In the 1920s and 1930s there was a large amount of amateur scholarship being produced about Shakespeare. Among lawyers, this sometimes took the form of displaying the depth of Shakespeare’s understanding of law, and then arguing that this meant that the author of the play in question must have been trained in the law. Physicians, similarly, argued that he was a physician. This scholarship doesn’t hold up well. Others went to great lengths to find an actual historical figure who seemed to fit the idea the plays gave them of the author, and they came up with Edward de Vere: a youngish, fairly low-level member of the court, raised in a kind of orphanage run by William Cecil, Baron Burleigh, Elizabeth’s chief minister, specifically for parentless young aristocrats, married unhappily to Burleigh’s own daughter, flirting with Catholicism in the face of Elizabeth’s excommunication by Rome, always complaining about how he was treated and how much money he was being allotted by his betters.

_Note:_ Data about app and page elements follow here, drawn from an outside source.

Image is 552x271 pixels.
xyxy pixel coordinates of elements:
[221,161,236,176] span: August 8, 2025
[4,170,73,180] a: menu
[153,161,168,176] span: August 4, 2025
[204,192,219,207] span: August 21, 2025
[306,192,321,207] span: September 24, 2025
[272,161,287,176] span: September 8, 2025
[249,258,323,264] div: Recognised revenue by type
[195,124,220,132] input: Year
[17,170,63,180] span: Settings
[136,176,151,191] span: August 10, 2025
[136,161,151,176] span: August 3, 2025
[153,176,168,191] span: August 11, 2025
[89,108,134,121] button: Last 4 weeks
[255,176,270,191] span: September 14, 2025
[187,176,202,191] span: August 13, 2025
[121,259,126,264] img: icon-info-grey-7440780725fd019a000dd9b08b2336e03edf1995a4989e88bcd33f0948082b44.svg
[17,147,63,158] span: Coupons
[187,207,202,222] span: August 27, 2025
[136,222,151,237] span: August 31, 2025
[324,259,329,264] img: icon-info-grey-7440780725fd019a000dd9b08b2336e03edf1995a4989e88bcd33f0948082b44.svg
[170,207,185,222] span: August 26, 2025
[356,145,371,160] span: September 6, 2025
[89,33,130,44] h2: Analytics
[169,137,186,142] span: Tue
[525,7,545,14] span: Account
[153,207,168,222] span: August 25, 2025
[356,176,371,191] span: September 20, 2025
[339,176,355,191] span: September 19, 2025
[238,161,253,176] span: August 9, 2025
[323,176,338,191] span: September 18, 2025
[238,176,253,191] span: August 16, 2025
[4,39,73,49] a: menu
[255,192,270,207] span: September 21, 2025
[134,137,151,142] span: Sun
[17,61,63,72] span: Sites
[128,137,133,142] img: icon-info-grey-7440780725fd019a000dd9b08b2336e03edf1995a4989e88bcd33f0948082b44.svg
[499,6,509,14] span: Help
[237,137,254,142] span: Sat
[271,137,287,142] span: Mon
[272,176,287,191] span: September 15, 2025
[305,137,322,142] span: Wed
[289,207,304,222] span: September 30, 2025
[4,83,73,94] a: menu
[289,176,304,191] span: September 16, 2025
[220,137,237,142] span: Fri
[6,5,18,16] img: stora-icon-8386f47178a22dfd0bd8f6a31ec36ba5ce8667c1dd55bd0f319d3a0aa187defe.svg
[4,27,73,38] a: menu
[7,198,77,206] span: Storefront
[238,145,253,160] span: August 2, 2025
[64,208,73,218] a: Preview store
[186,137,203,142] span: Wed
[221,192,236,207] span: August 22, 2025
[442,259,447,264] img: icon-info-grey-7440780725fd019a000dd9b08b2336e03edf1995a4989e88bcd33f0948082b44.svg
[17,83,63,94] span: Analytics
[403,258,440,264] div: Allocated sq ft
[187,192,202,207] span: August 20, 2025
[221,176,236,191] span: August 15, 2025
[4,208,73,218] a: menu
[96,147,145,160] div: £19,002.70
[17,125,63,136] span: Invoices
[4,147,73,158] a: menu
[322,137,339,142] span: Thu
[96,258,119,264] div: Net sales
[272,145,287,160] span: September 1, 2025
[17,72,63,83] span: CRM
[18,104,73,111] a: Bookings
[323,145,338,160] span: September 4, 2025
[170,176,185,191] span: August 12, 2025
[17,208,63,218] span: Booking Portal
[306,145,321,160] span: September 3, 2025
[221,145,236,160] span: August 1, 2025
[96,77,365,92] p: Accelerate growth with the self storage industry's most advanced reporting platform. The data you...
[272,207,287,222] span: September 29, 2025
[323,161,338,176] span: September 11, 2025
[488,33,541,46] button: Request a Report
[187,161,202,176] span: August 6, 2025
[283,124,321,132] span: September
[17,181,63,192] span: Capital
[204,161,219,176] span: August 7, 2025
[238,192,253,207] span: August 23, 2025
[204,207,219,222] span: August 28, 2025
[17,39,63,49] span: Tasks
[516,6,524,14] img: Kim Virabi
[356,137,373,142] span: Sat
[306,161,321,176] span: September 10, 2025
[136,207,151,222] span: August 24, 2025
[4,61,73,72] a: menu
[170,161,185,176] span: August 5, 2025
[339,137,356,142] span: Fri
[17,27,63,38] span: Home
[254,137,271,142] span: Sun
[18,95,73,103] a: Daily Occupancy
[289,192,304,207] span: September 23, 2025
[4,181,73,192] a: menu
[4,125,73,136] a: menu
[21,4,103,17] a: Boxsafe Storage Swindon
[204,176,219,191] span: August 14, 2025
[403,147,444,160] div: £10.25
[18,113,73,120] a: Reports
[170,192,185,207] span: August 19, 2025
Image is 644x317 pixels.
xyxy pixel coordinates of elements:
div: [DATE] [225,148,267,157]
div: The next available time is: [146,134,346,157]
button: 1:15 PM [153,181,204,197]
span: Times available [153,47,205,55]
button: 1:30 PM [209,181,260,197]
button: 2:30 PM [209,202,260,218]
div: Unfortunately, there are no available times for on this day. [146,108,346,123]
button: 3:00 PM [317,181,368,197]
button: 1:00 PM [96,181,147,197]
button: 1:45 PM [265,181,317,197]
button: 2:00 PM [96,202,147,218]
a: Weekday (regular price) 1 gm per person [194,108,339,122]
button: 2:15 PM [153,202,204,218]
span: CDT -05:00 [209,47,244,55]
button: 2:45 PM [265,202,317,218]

To some extent, I think, the Oxfordian narrative embodies a particular kind of confusion about how imaginative literature is written, and it could be interesting for that reason. There have been literary fronts in history (see The Front), and at times literature has been used politically (as Clare Asquith notes, applying her experiences with the arts of the former Soviet Union to the situation of Elizabethan England). There is a lot of collaboration—huge teams of writers on Hollywood television shows, unnamed script doctors and collaborators on Hollywood films, novel factories that “touch up” stories drafted by the named author—that often goes unrecognized. There are interesting new-historical questions about “social energies” that are harnessed by great writers, but not literally created by those writers ab ovo—and there are interesting cultural questions about where those social energies really do originate, and how they do.
I somehow have a feeling that Anonymous, from the creator of Independence Day and The Day After Tomorrow, will itself say nothing particularly interesting about those questions. But since—as more than one reviewer suggested might be necessary to make sense of the plot—I already have some sense of the differences between the Earl of Oxford, the Earl of Leicester, and the Earl of Southampton—I will probably watch it anyway. If you don’t, you may prefer reading James Shapiro’s recent book, Contested Will: Who Wrote Shakespeare?. Or watch HBO’s miniseries with Helen Mirren as Elizabeth I, and learn what those differences are.